Frame the incident
Mark affected zones, unsafe areas, staging locations, access routes, and the assets that need a first look.
Disaster response teams need to know what changed before they commit crews, vehicles, or scarce equipment. Horus helps teams survey damage, compare routes, map hazards, and preserve a record of what was seen while conditions are still changing.
The page is built around the same operator loop teams run in the field: plan, cover, review, and hand off.
Mark affected zones, unsafe areas, staging locations, access routes, and the assets that need a first look.
Fly priority sweeps over roads, bridges, rooftops, utility corridors, or flood edges while preserving route state.
Review blocked access, visible damage, standing water, debris, fire edges, and unstable areas before crews move in.
Turn aircraft observations into maps, imagery, notes, and route status updates for command and field units.
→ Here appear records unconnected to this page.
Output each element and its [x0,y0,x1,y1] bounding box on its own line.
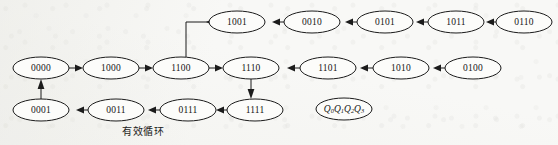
edge-0110-to-1011 [486,19,496,26]
edge-1100-to-1110 [209,65,223,72]
state-node-label: 1000 [101,63,121,73]
node-layer: 0000 1000 1100 1110 1101 1010 [13,11,552,121]
edge-1111-to-0111 [216,107,227,114]
state-node-1101[interactable]: 1101 [300,57,356,79]
valid-cycle-caption: 有效循环 [122,123,164,138]
state-node-0010[interactable]: 0010 [284,11,340,33]
state-node-label: 1111 [246,105,265,115]
edge-1010-to-1101 [360,65,373,72]
state-node-label: 1101 [318,63,337,73]
edge-0010-to-1001 [272,19,284,26]
state-node-label: 0001 [31,105,51,115]
legend-q3-sub: 3 [360,107,364,114]
state-node-0111[interactable]: 0111 [160,99,216,121]
state-node-1100[interactable]: 1100 [153,57,209,79]
edge-1011-to-0101 [416,19,428,26]
state-node-0000[interactable]: 0000 [13,57,69,79]
state-node-label: 1010 [391,63,411,73]
edge-0001-to-0000 [38,79,45,99]
state-node-label: 0010 [302,17,322,27]
edge-0000-to-1000 [69,65,83,72]
state-transition-diagram: 0000 1000 1100 1110 1101 1010 [0,0,558,145]
state-node-1000[interactable]: 1000 [83,57,139,79]
state-node-label: 0100 [463,63,483,73]
state-node-0011[interactable]: 0011 [88,99,144,121]
state-node-1110[interactable]: 1110 [223,57,279,79]
legend-node-bit-order: Q0Q1Q2Q3 [316,98,372,120]
state-node-1111[interactable]: 1111 [227,99,283,121]
edge-1000-to-1100 [139,65,153,72]
state-node-label: 1100 [171,63,190,73]
edge-0011-to-0001 [76,107,88,114]
state-node-0100[interactable]: 0100 [445,57,501,79]
edge-0111-to-0011 [148,107,160,114]
state-node-0001[interactable]: 0001 [13,99,69,121]
state-node-label: 0011 [106,105,125,115]
state-node-label: 1110 [241,63,260,73]
state-node-1001[interactable]: 1001 [209,11,265,33]
state-node-label: 1011 [446,17,465,27]
edge-0101-to-0010 [345,19,357,26]
state-node-label: 0111 [178,105,197,115]
legend-node-label: Q0Q1Q2Q3 [324,104,364,115]
state-node-0101[interactable]: 0101 [357,11,413,33]
state-node-label: 0101 [375,17,395,27]
state-diagram-page: 0000 1000 1100 1110 1101 1010 [0,0,558,145]
edge-0100-to-1010 [433,65,445,72]
state-node-label: 0110 [514,17,533,27]
edge-1110-to-1111 [248,79,255,99]
state-node-1010[interactable]: 1010 [373,57,429,79]
state-node-label: 1001 [227,17,247,27]
state-node-0110[interactable]: 0110 [496,11,552,33]
state-node-1011[interactable]: 1011 [428,11,484,33]
edge-1101-to-1110 [287,65,300,72]
state-node-label: 0000 [31,63,51,73]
Horus keeps the mission readable while the aircraft is moving: route state, aircraft health, reviewed observations, uncertainty, and field-ready outputs stay tied to the same map.
Compare intended routes with observed hazards, closures, debris fields, and damaged crossings.
Send aircraft into uncertain areas before placing crews near unstable structures, floodwater, or blocked roads.
Keep imagery, coverage, timing, and notes tied to the incident for briefings and after-action review.
During a disaster, the first map is often wrong minutes later. Horus is built around updating access, hazard, and staging information as the aircraft sees the scene.

Horus turns aerial coverage into a practical incident layer for crews deciding where to go next.
Routes and crossings can be reviewed against fresh imagery so crews do not spend critical time driving toward blocked or unsafe areas.
Imagery, timing, location, and notes stay tied to each observation for briefings, mutual aid, and after-action review.
Command can retask coverage toward new reports, unstable areas, or response bottlenecks without losing the mission record.
Every flight should leave the team with decisions, not just more footage to sort through later.
Share the terrain, response team, site, or mission constraints you care about. Horus can help map the first deployable loop.